Vacationers and the homeless have long been spending their nights inside campers or recreational vehicles parked along Mission Bay’s shores. In doing so these civic freeloaders have been ignoring the well-placed signs that warn of “No Overnight Sleeping-Camping” in the parking lots overlooking Ski Beach, Vacation Isle’s North Cove, and Crown Point Shores Park. Neighboring homeowners complain, but the campers keep arriving. Since May 1, police have ticketed or warned 219 of the illegal campers.
Besides their being outnumbered by the campers, the beach-area cops say issuing illegal-camping citations is a bother. The tickets can’t be left on the vehicle windshield – violators must be roused from sleep and handed the ticket face-to-face. One police officer who issues five such citations on a busy night, says she always lets the lawbreakers go back to sleep after handing them the ticket.
Bail for the misdemeanor violation is just twenty-five dollars, equal to the nightly fee for some of the 600 spots at Campland, the private recreational vehicle park on the north shores of Mission Bay. (Campland’s twenty-five dollar sites do have camper hookups, but overnighters wishing prime, bay-front spaces must pay thirty or thirty-five dollars for a Campland spot.)
City Councilman Mike Gotch figures the best way to discourage the illegal overnighters is to increase the penalties, and in 1980 he asked a panel of municipal court judges who set bail amounts to triple the camping violation fine to seventy-five dollars. The judges’ panel declined to increase the fine, telling Gotch that because the campers posed little threat to persons or property, twenty-five dollars seemed adequate. But Gotch will try again this fall to have the bail amount raised, this time to ninety-five dollars. (Any fine over one hundred dollars requires an in-person court appearance by the violator, which both police and judges want to avoid.) Gotch hopes that letters from police commanders and a city council endorsement of the fine increase will persuade the judges to agree.
Vacationers and the homeless have long been spending their nights inside campers or recreational vehicles parked along Mission Bay’s shores. In doing so these civic freeloaders have been ignoring the well-placed signs that warn of “No Overnight Sleeping-Camping” in the parking lots overlooking Ski Beach, Vacation Isle’s North Cove, and Crown Point Shores Park. Neighboring homeowners complain, but the campers keep arriving. Since May 1, police have ticketed or warned 219 of the illegal campers.
Besides their being outnumbered by the campers, the beach-area cops say issuing illegal-camping citations is a bother. The tickets can’t be left on the vehicle windshield – violators must be roused from sleep and handed the ticket face-to-face.
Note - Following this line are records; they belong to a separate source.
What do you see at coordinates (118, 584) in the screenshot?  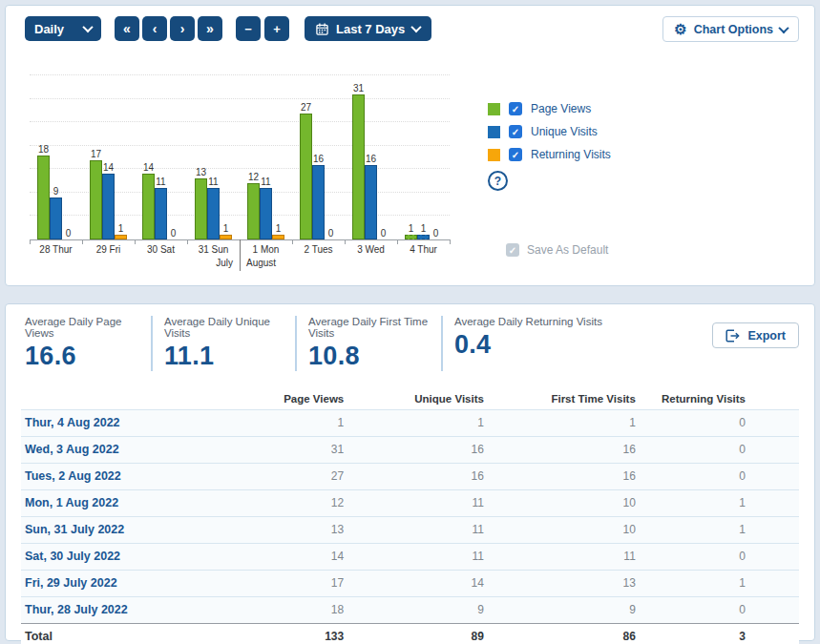 I see `row-date: Fri, 29 July 2022` at bounding box center [118, 584].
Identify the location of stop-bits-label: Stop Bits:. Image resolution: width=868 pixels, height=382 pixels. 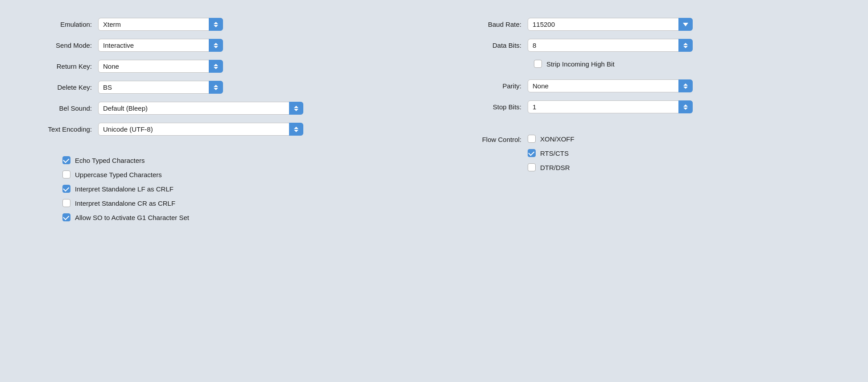
(490, 107).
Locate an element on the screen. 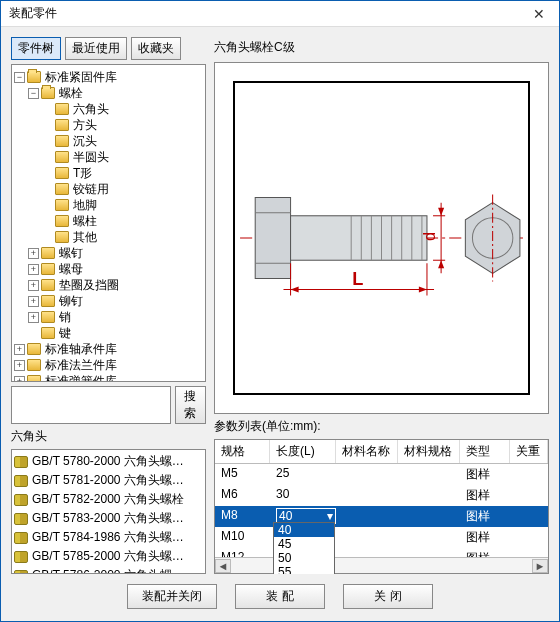  chevron-down-icon: ▾ is located at coordinates (330, 516).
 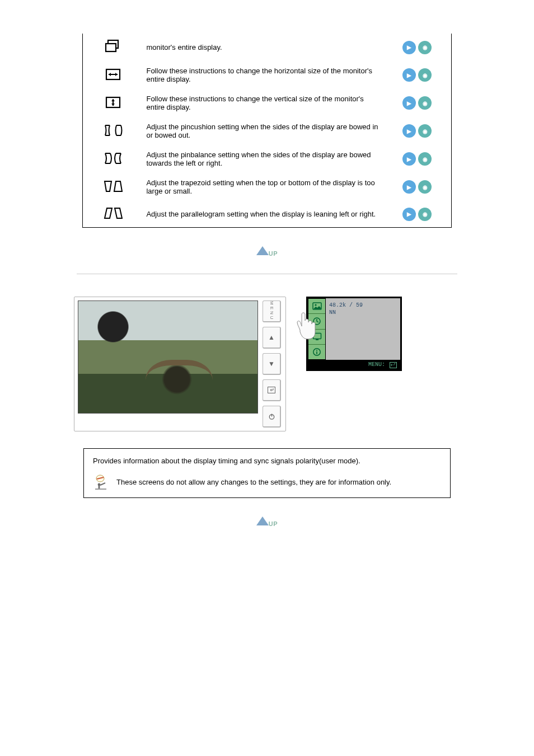 I want to click on display-mode-illustration: MENU ▲ ▼, so click(x=267, y=364).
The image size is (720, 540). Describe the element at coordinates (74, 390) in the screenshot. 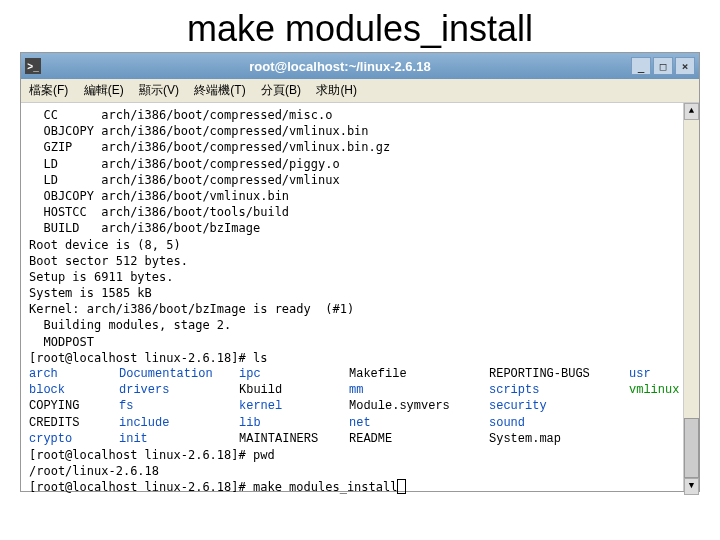

I see `ls-item: block` at that location.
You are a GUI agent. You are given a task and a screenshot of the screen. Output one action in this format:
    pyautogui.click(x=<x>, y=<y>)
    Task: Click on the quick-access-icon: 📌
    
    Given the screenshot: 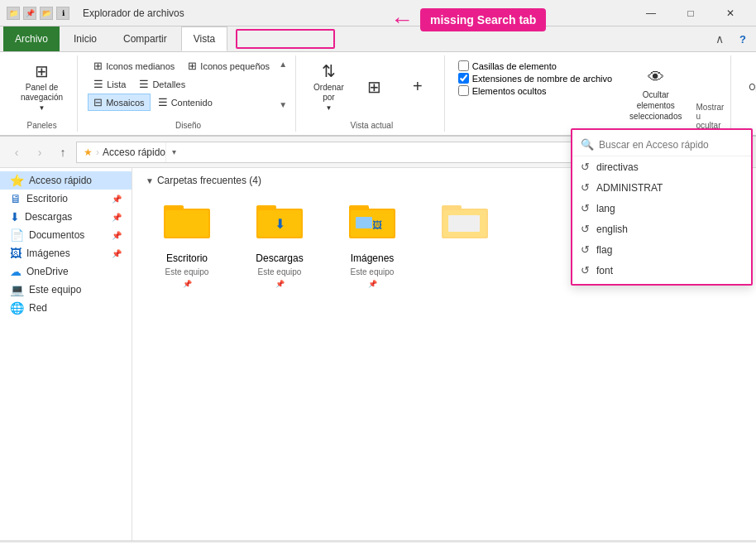 What is the action you would take?
    pyautogui.click(x=30, y=13)
    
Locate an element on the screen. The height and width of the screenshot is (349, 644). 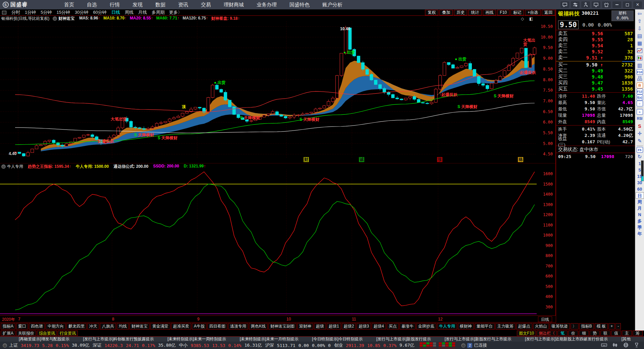
tool-button-画线: 画线 is located at coordinates (489, 13).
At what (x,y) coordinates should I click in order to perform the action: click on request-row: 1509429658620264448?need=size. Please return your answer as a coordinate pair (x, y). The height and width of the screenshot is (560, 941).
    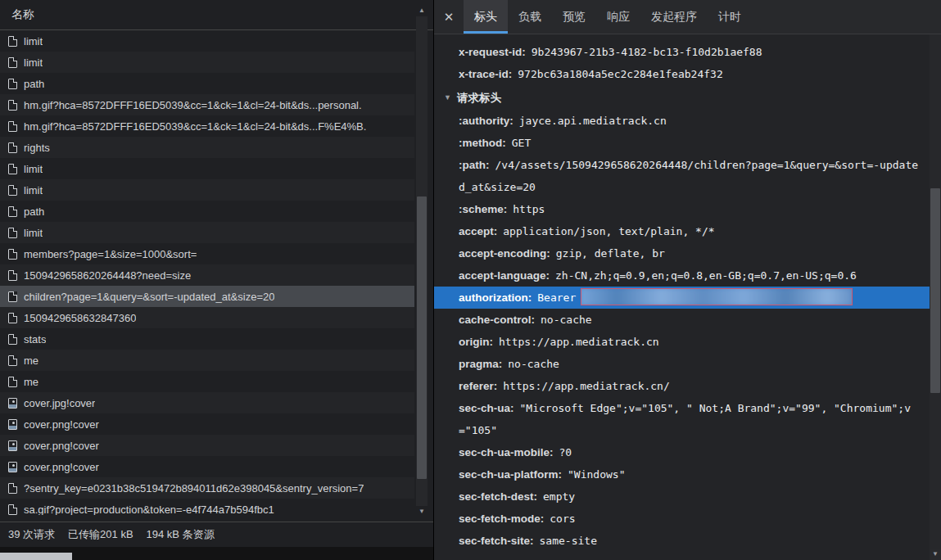
    Looking at the image, I should click on (207, 275).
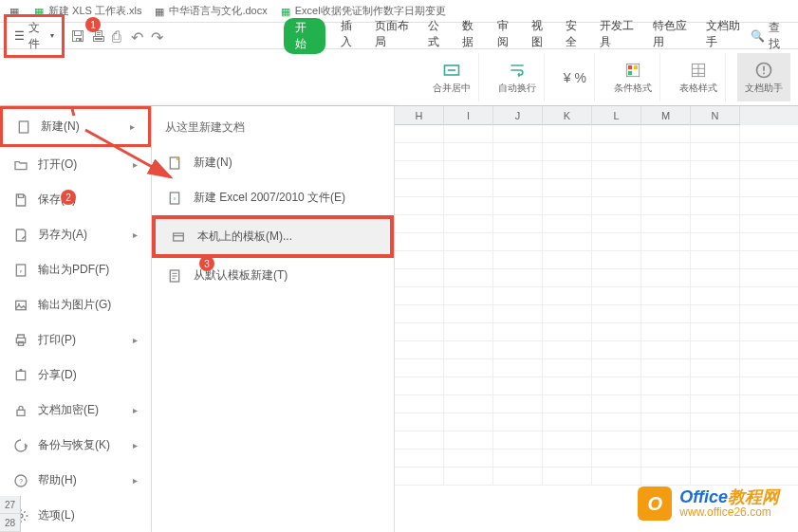 The height and width of the screenshot is (532, 798). Describe the element at coordinates (672, 36) in the screenshot. I see `tab-special: 特色应用` at that location.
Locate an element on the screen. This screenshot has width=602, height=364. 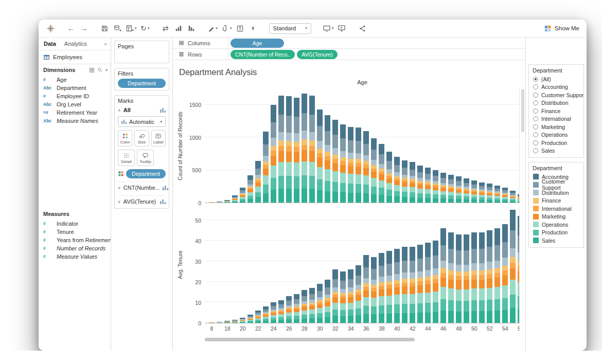
legend-item-production: Production is located at coordinates (556, 233).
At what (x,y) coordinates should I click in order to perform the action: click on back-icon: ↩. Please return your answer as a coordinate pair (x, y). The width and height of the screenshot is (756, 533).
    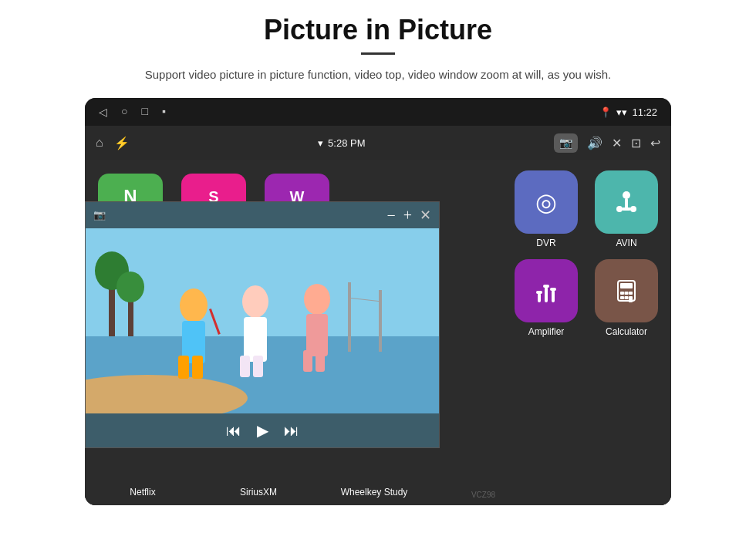
    Looking at the image, I should click on (656, 143).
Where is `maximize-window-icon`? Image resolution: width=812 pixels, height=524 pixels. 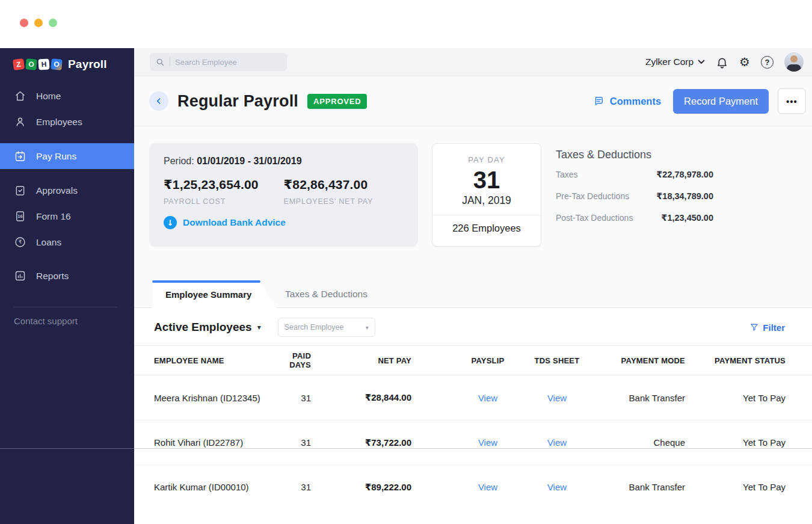
maximize-window-icon is located at coordinates (53, 23).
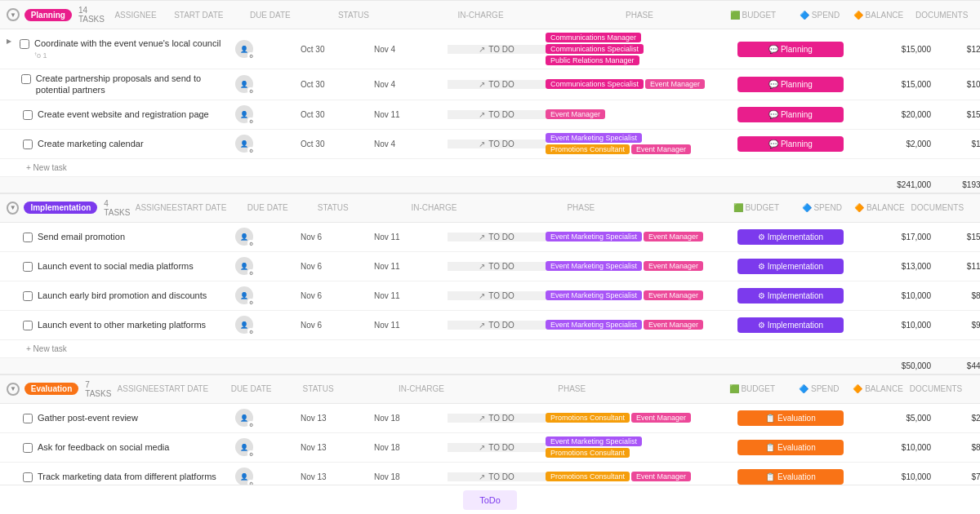  What do you see at coordinates (13, 208) in the screenshot?
I see `implementation-collapse-btn: ▼` at bounding box center [13, 208].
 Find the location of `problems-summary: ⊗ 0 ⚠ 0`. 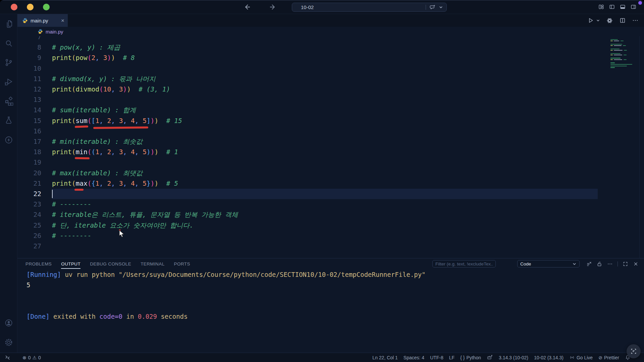

problems-summary: ⊗ 0 ⚠ 0 is located at coordinates (32, 358).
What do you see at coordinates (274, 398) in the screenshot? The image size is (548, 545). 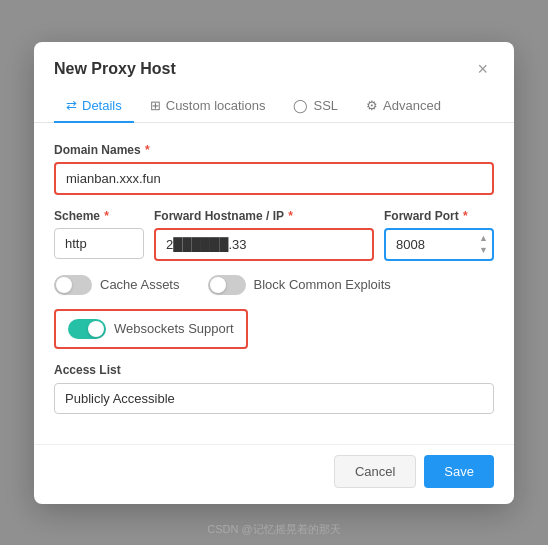 I see `access-list-input` at bounding box center [274, 398].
One police officer who issues five such citations on a busy night, says she always lets the lawbreakers go back to sleep after handing them the ticket.
Bail for the misdemeanor violation is just twenty-five dollars, equal to the nightly fee for some of the 600 spots at Campland, the private recreational vehicle park on the north shores of Mission Bay. (Campland’s twenty-five dollar sites do have camper hookups, but overnighters wishing prime, bay-front spaces must pay thirty or thirty-five dollars for a Campland spot.)
City Councilman Mike Gotch figures the best way to discourage the illegal overnighters is to increase the penalties, and in 1980 he asked a panel of municipal court judges who set bail amounts to triple the camping violation fine to seventy-five dollars. The judges’ panel declined to increase the fine, telling Gotch that because the campers posed little threat to persons or property, twenty-five dollars seemed adequate. But Gotch will try again this fall to have the bail amount raised, this time to ninety-five dollars. (Any fine over one hundred dollars requires an in-person court appearance by the violator, which both police and judges want to avoid.) Gotch hopes that letters from police commanders and a city council endorsement of the fine increase will persuade the judges to agree.